Well, I’m gonna keep it real with you. I am a poor white person. I have never had health insurance. I fight people. I do drugs, and I sell drugs any time I get the opportunity, because real opportunities have a way of avoiding me. To quote Lil Baby, ‘My dollars and followers match.’ And I make music that is, for all intents and purposes, exactly the same as what you would hear from an artist like Gunna or DaBaby. And yet, when I perform live, I have other white folks coming up to me to give me shine, tell me they love my shit, and then immediately say they hate that mainstream shit, they like that real shit like what I do. It makes me want to put down my beer, leave the bar, and walk directly into traffic. Buddy, I am not stupid. I know what you mean when you say that, and I do not chill with people who use racist dogwhistling every six months to avoid thinking or talking about a new Future project.
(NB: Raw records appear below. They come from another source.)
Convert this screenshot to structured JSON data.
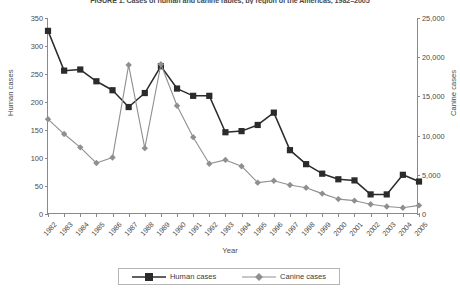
{
  "title": "FIGURE 1. Cases of human and canine rabies, by region of the Americas, 1982–2005",
  "axes": {
    "xlabel": "Year",
    "ylabel_left": "Human cases",
    "ylabel_right": "Canine cases",
    "left_ticks": [
      "0",
      "50",
      "100",
      "150",
      "200",
      "250",
      "300",
      "350"
    ],
    "right_ticks": [
      "0",
      "5,000",
      "10,000",
      "15,000",
      "20,000",
      "25,000"
    ],
    "left_range": [
      0,
      350
    ],
    "right_range": [
      0,
      25000
    ]
  },
  "legend": {
    "items": [
      {
        "label": "Human cases",
        "marker": "square",
        "color": "#2b2b2b"
      },
      {
        "label": "Canine cases",
        "marker": "diamond",
        "color": "#8f8f8f"
      }
    ]
  },
  "chart_data": {
    "type": "line",
    "title": "FIGURE 1. Cases of human and canine rabies, by region of the Americas, 1982–2005",
    "xlabel": "Year",
    "ylabel": "Human cases",
    "y2label": "Canine cases",
    "ylim": [
      0,
      350
    ],
    "y2lim": [
      0,
      25000
    ],
    "grid": false,
    "legend_position": "bottom",
    "categories": [
      "1982",
      "1983",
      "1984",
      "1985",
      "1986",
      "1987",
      "1988",
      "1989",
      "1990",
      "1991",
      "1992",
      "1993",
      "1994",
      "1995",
      "1996",
      "1997",
      "1998",
      "1999",
      "2000",
      "2001",
      "2002",
      "2003",
      "2004",
      "2005"
    ],
    "series": [
      {
        "name": "Human cases",
        "axis": "left",
        "color": "#2b2b2b",
        "marker": "square",
        "values": [
          327,
          256,
          258,
          237,
          221,
          191,
          216,
          264,
          224,
          211,
          211,
          146,
          148,
          159,
          181,
          114,
          89,
          72,
          62,
          60,
          35,
          35,
          70,
          58
        ]
      },
      {
        "name": "Canine cases",
        "axis": "right",
        "color": "#8f8f8f",
        "marker": "diamond",
        "values": [
          12100,
          10200,
          8500,
          6500,
          7200,
          19000,
          8400,
          19100,
          13800,
          9800,
          6400,
          6900,
          6100,
          4000,
          4250,
          3700,
          3350,
          2600,
          1900,
          1700,
          1250,
          950,
          800,
          1100
        ]
      }
    ]
  }
}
The editorial staff of this very website encourage me to ‘leave my comfort zone’ when I ask to review yet another rap album, while they simultaneously dismiss any mention of a Lil Anything as ‘not for them,’ resulting in a massive gap in hip-hop coverage. And while I spend my time reviewing music that owes its sound to black artists past, I can often find it difficult to reconcile two opposing truths: the first, that the only reason one could find it easy to dismiss this music, as ubiquitous as it has become, is because it’s by poor black people, and poor black people are better seen, not heard. But then, the second: that it really isn’t for them. Hell, it’s barely for me. By virtue of my poverty and proximity to the kind of casually racist attitudes that most people pick up in a town that is 95% white, I have crept through the door like a thief in the night. And I love it here. Isn’t it kind of nice having something I can only share with the black people in my life, the poor people in my life?

It might be, if white people would leave it alone. But it’s 2020, and Lil Dicky has a TV show. You have white musicians like Ghostmane and the Suicide Boys stealing the sound and aesthetic of Three 6 Mafia wholesale, repackaging and reselling it to a sea of white faces who couldn’t give a shit about what Project Pat is up to these days. I think we’re past acting like white people are happy not to participate, to appropriate, to take something wonderful and ruin it as quickly as possible. It’s about time the ‘music is my life’ crowd steps up to the plate, digs into some fucking rap music, and learns to appreciate this shit the same way I did: by starting at the beginning and working their way forward, preferably while realizing that your family lives below the poverty line. Read a fucking book. You’re already dickriding either Tupac or Biggie in the name of appearing relevant to the conversation. Well, that conversation ended twenty years ago, and nobody gives a shit about what you think about trap music, save the forty year-old white men who are still willing to say ‘The Beastie Boys invented hip-hop’ out loud. Move on, hoser.

What does all this have to do with Lil Baby’s new album My Turn? It’s fucking black excellence, what the fuck do you think it has to do with this album? It’s fucking great. Who gives a shit? You decided not to like it when you saw his fucking name.